While Khuri-Makdisi emphasizes communication and network-building, she largely passes over the importance of the literate figures who would have read these publications to their largely illiterate communities. This would have been a common occurrence in the Ottoman Empire, throughout the Levant, and across Europe as one copy of a pamphlet would be read aloud in a coffeeshop, private home, classroom, or other site where people congregate, as both a means of engaging with the intellectual debates flourishing at the time and as an integral part of socialization. The individuals tasked with reading the texts would essentially take on the role of gatekeeper for their communities’ engagement with provocative literature and would have had control over which information was read aloud and which got censored. In this context, the case studies present individuals who act as their own mediators, leveraging political or social connections when convenient.

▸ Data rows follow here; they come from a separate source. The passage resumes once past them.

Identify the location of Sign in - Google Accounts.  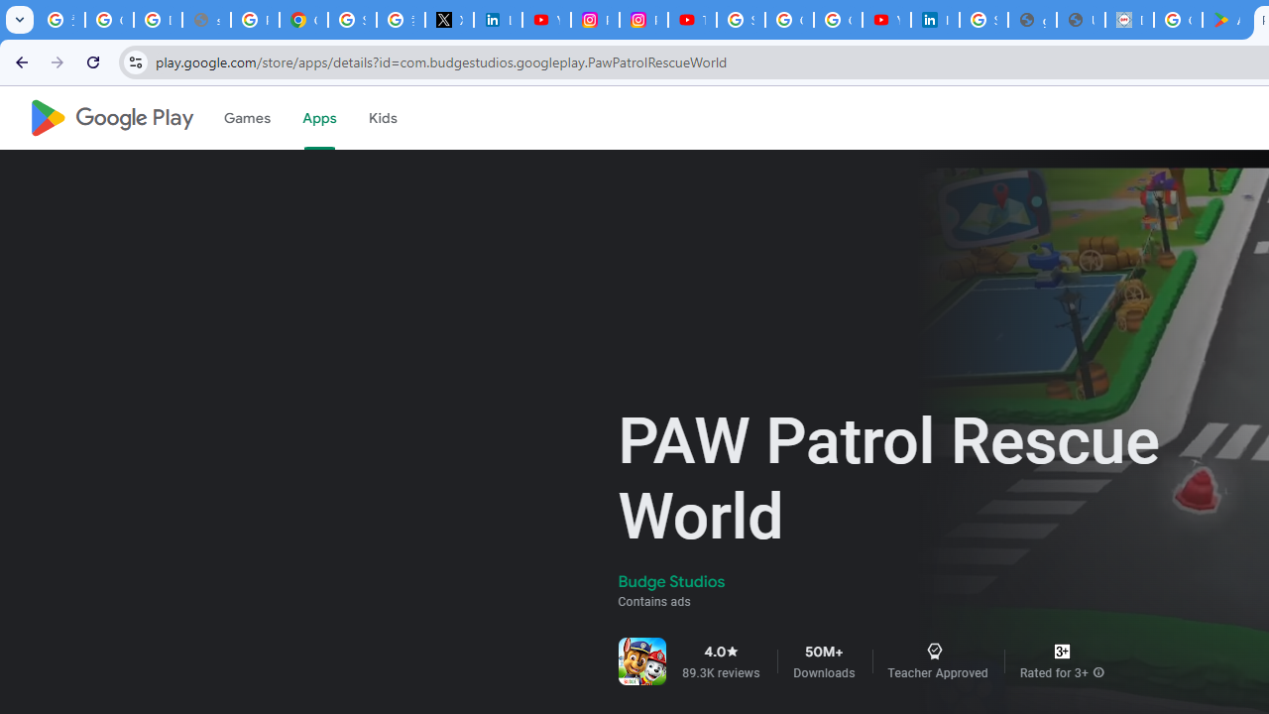
(983, 20).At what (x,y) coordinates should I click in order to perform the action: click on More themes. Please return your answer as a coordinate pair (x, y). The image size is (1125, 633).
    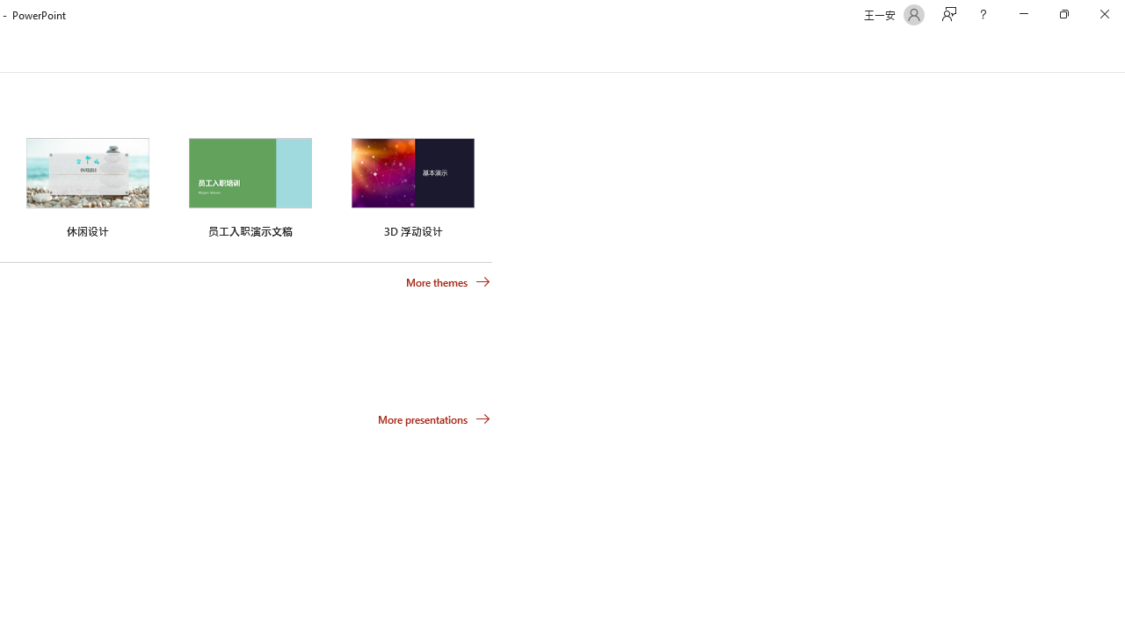
    Looking at the image, I should click on (448, 282).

Fuhrmann and Khuri-Makdisi both present examples of histories-from-below that appear to have also been influenced by microhistorical studies, or case studies of very specific, limited historical snapshots. Taking this a step further, however, both texts examine their case studies in a global – or at least transnational – approach. Both authors also touch on the issue of literacy, which would have made all the difference to both groups of individuals. In Fuhrmann’s case studies, these four individuals were better able to leverage their position through written appeals to their state-of-origin, state-of-residence, or co-nationals. For Khuri-Makdisi, the writers and readers of al-Muqlataf and al-Hilal built a transcontinental network of exchange to spread ideas of socialism and anarchism that aligned with the radical phenomenon of liberal Arab nationalism. Ultimately, both texts expand our understanding of the centre-periphery relationship in Ottoman studies by illustrating that this rapport is often managed by the actors on the periphery, who may not perfectly fit the identity of “Ottoman subject.”

References

1 Fuhrmann, Malte. “‘I would rather be in the Orient.’ European Lower Class Immigrants into the Ottoman Lands” in Ulrike Freitag, Malte Fuhrmann, Nora Lafi, Florian Riedler (eds.) The City in the Ottoman Empire: Migration and the Making of Urban Modernity. London: Routledge, 2011. 228-241.
2 Khuri-Makdisi, Ilham. “The Nahda, the Press, and the Construction and Dissemination of a Radical Worldview” in The Eastern Mediterranean and the Making of Global Radicalism, 1860-1914. Los Angeles: University of California Press, 2010. 35-59.